Dharma is one of the most comprehensive and contested concepts in Indian thought. Far from a timeless metaphysical principle, its early history reveals a fluid semantic field that only gradually consolidated through specific textual and institutional processes. The concept mediates between cosmic order, social hierarchy, and individual conduct — but only through continuous reinterpretation.

Semantic Origins

In its earliest Vedic attestations, dharma carries the sense of “support,” “foundation,” or “that which upholds.” The emphasis is on structural stability — what sustains the order of things — rather than moral obligation. This is consistent with the Vedic concern for maintaining cosmic equilibrium through ritual precision.

The shift from describing what sustains the world to prescribing how one must act to sustain it marks the beginning of dharma as a normative category. This transition occurs gradually in the Brāhmaṇas and becomes explicit in the Dharmasūtras and Dharmaśāstras.

The Tripartite Framework

The early history of dharma unfolds across three interconnected domains:

  • Ritual — the Vedic cosmological backdrop where dharma emerges as a successor to ṛta
  • Law — the codification efforts of the Dharmasūtras and Dharmaśāstras, which claim eternal validity while constantly adapting to social realities
  • Narrative — epic literature (especially the Mahābhārata) that interrogates dharma through situational ethics and moral ambiguity

Aśoka’s Dharma

The Aśokan edicts mark a decisive transformation: dharma (Prakrit: dhamma) becomes a consciously articulated public doctrine. Unlike Brahmanical codifications, Aśoka’s inscriptions are public proclamations addressing the entire empire. The tone is didactic and exhortatory rather than juridical — dharma operates through ethical recommendation rather than coercive enforcement. Aśoka redefines dharma as a moral-political language at once ethical, administrative, and universalizing.

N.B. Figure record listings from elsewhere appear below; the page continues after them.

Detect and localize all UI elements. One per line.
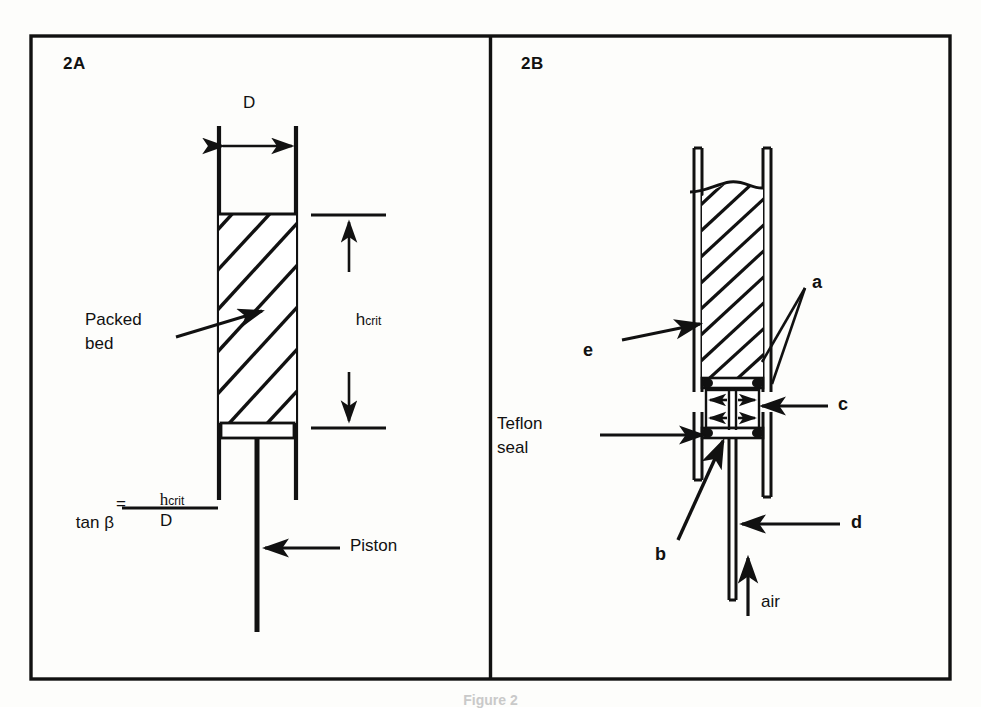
seal-assembly-2b	[701, 378, 764, 438]
air-label-2b: air	[761, 592, 780, 612]
figure-caption: Figure 2	[0, 692, 981, 708]
equation-denominator-2a: D	[160, 511, 172, 531]
equation-numerator-sub-2a: crit	[168, 494, 184, 508]
packed-bed-label-line2-2a: bed	[85, 334, 113, 354]
panel-2a-drawing	[122, 128, 386, 632]
callout-b-2b: b	[655, 544, 666, 565]
callout-e-2b: e	[583, 340, 593, 361]
diameter-label-2a: D	[243, 93, 255, 113]
equation-numerator-base-2a: h	[160, 490, 169, 509]
teflon-seal-label-line1-2b: Teflon	[497, 414, 542, 434]
callout-a-2b: a	[812, 272, 822, 293]
equation-lhs-2a: tan β	[58, 495, 114, 551]
packed-bed-label-line1-2a: Packed	[85, 310, 142, 330]
callout-d-2b: d	[851, 512, 862, 533]
callout-c-2b: c	[838, 394, 848, 415]
teflon-seal-label-line2-2b: seal	[497, 438, 528, 458]
hcrit-sub-2a: crit	[365, 314, 381, 328]
panel-id-2b: 2B	[521, 54, 544, 74]
packed-bed-2b	[676, 156, 782, 398]
piston-head-2a	[221, 423, 294, 438]
equation-tan-beta-2a: tan β	[76, 513, 114, 532]
piston-label-2a: Piston	[350, 536, 397, 556]
hcrit-label-2a: hcrit	[338, 292, 381, 348]
air-tube-2b	[729, 438, 736, 600]
panel-2b-drawing	[600, 148, 840, 616]
packed-bed-2a	[190, 200, 312, 500]
leader-e-2b	[622, 324, 700, 340]
hcrit-base-2a: h	[356, 310, 365, 329]
equation-relation-2a: =	[116, 494, 126, 514]
leader-a-2b	[762, 288, 805, 384]
figure-frame	[31, 36, 950, 679]
panel-id-2a: 2A	[63, 54, 86, 74]
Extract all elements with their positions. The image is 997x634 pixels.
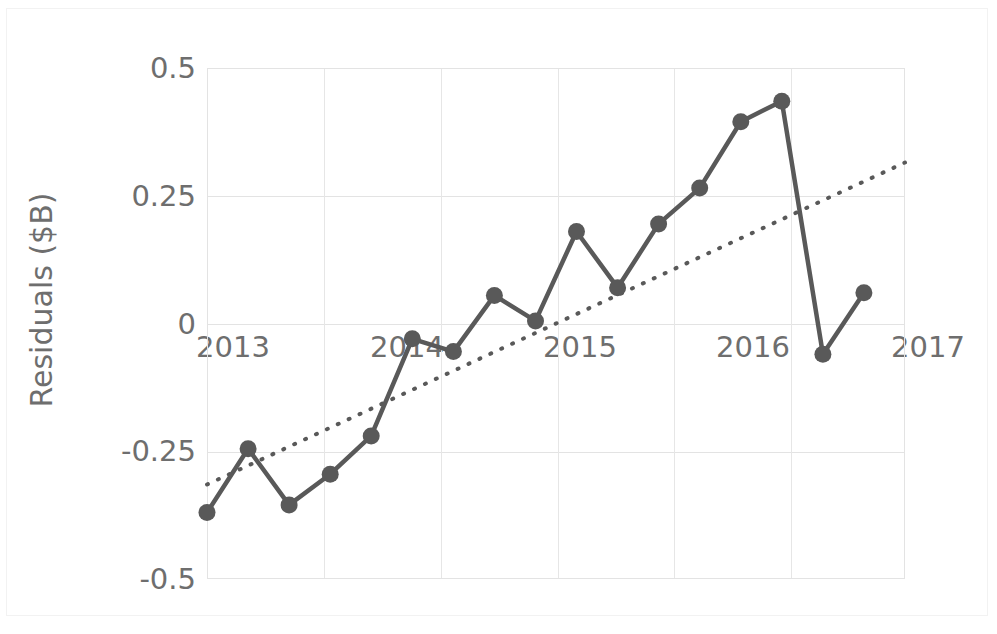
chart-canvas: Residuals ($B) 0.5 0.25 0 -0.25 -0.5 201…	[0, 0, 997, 634]
y-tick-label-2: 0	[178, 310, 196, 339]
y-axis-tick-labels: 0.5 0.25 0 -0.25 -0.5	[0, 0, 196, 634]
gridline-y-0.25	[208, 196, 904, 197]
y-tick-label-3: -0.25	[121, 437, 196, 466]
gridline-x-minor	[791, 69, 792, 578]
gridline-x-2014	[324, 69, 325, 578]
gridline-x-2016	[558, 69, 559, 578]
plot-area	[207, 68, 905, 579]
gridline-y--0.25	[208, 452, 904, 453]
gridline-x-2017	[674, 69, 675, 578]
y-tick-label-0: 0.5	[150, 54, 196, 83]
gridline-y-0	[208, 324, 904, 325]
y-tick-label-4: -0.5	[139, 565, 196, 594]
y-tick-label-1: 0.25	[131, 182, 196, 211]
gridline-x-2015	[441, 69, 442, 578]
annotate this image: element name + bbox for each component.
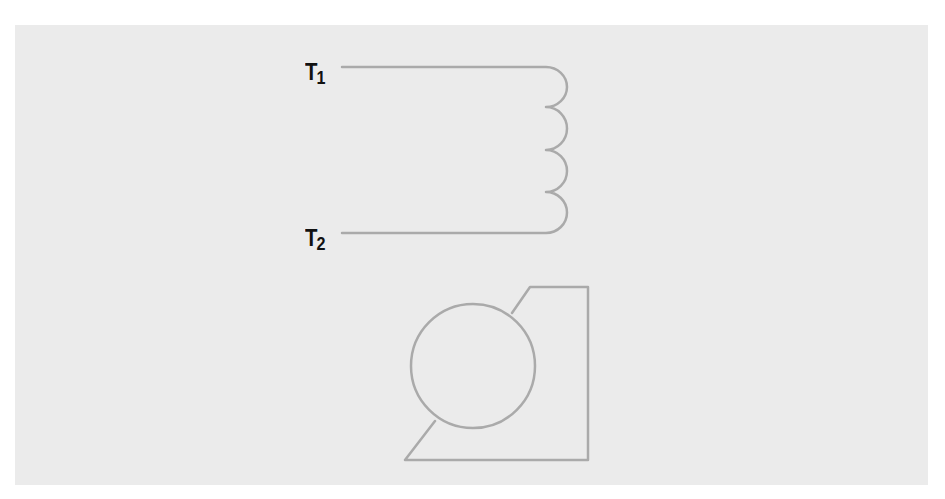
terminal-t1-letter: T — [305, 58, 317, 85]
motor-frame — [405, 287, 588, 460]
terminal-t1-subscript: 1 — [317, 67, 325, 88]
schematic-diagram — [0, 0, 945, 499]
coil-winding — [342, 67, 567, 233]
terminal-t2-subscript: 2 — [317, 233, 325, 254]
terminal-t2-label: T2 — [305, 226, 325, 250]
terminal-t1-label: T1 — [305, 60, 325, 84]
motor-circle — [411, 304, 535, 428]
terminal-t2-letter: T — [305, 224, 317, 251]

Dharma in Epic and Narrative

The Mahābhārata does not simply illustrate dharma but actively interrogates it. Narrative introduces ambiguity, conflict, and situational ethics, exposing the limits of juridical formulations. Dharma in the epic is never simply rule-following — it is a problem to be lived, a tension between competing obligations that cannot be resolved by formula alone.